*** Opening of Data for this exercise ***
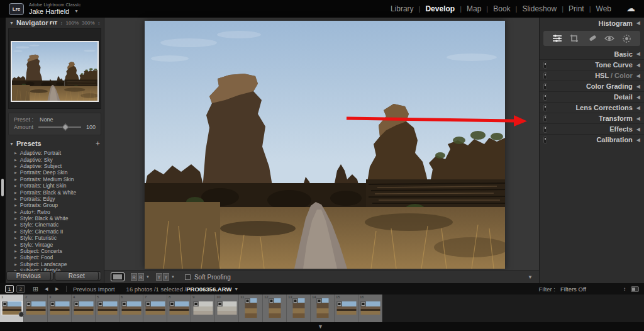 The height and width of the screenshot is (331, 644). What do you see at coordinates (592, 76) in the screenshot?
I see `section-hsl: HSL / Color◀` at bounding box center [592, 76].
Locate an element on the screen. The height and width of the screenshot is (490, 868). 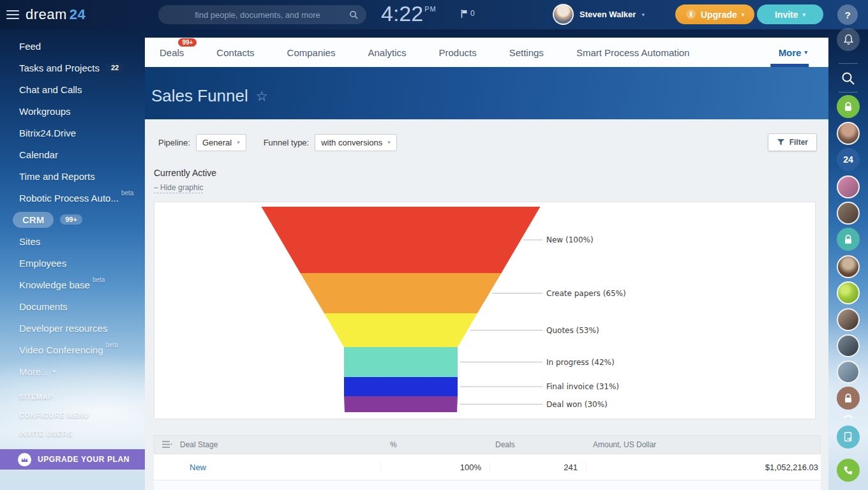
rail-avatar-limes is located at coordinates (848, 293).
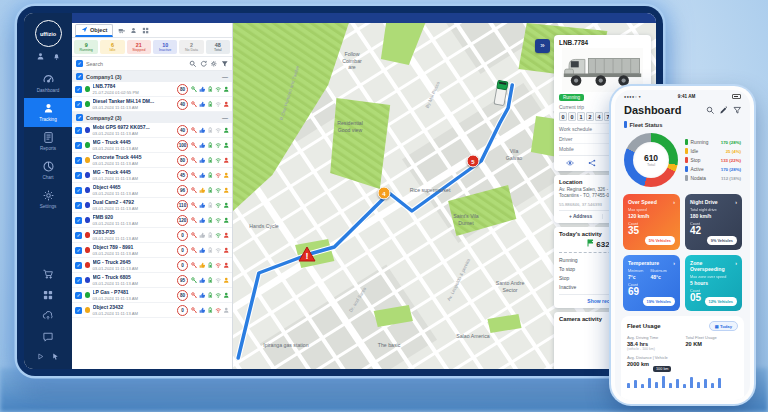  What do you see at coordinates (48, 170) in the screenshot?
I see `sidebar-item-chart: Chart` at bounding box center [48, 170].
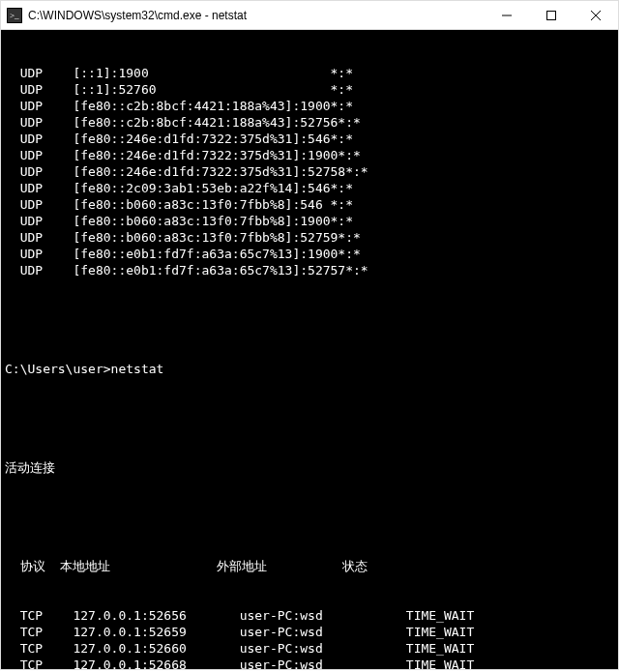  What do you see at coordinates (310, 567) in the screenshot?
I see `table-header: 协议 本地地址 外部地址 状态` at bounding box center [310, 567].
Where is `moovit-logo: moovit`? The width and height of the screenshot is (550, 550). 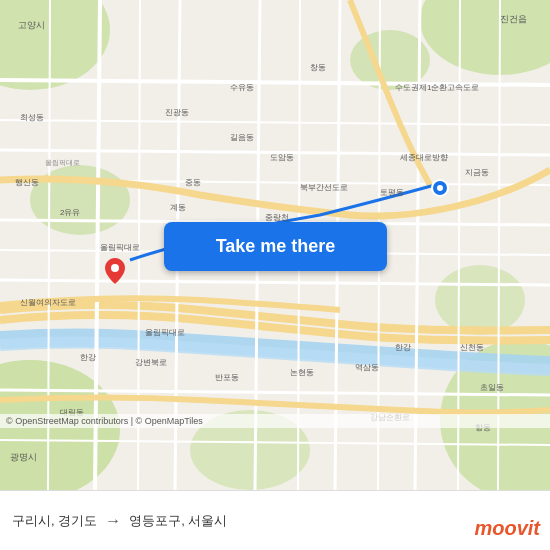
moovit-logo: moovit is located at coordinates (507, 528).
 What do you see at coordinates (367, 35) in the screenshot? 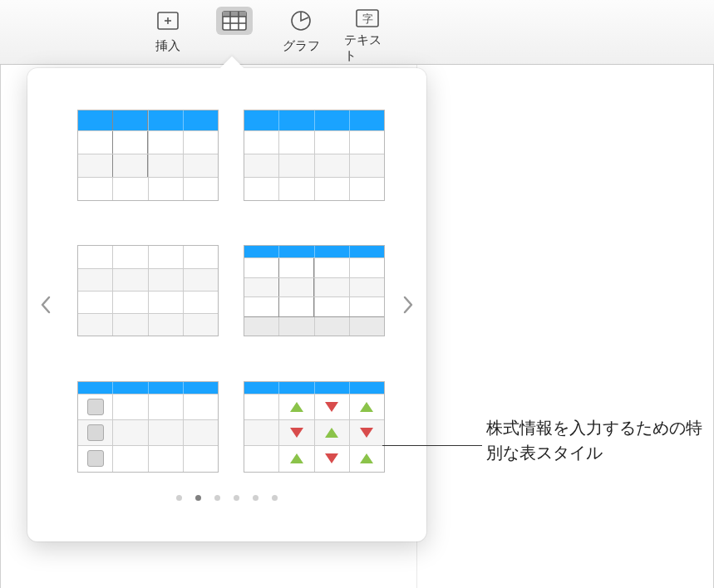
*** Close of Data for this exercise ***
Beginning with the line that contains "is (550, 550).", repeat every remaining line of the data exactly, the last line included, and omit pictures.

Where is `moovit-logo: moovit`? The width and height of the screenshot is (550, 550). 
moovit-logo: moovit is located at coordinates (507, 528).
 What do you see at coordinates (367, 35) in the screenshot? 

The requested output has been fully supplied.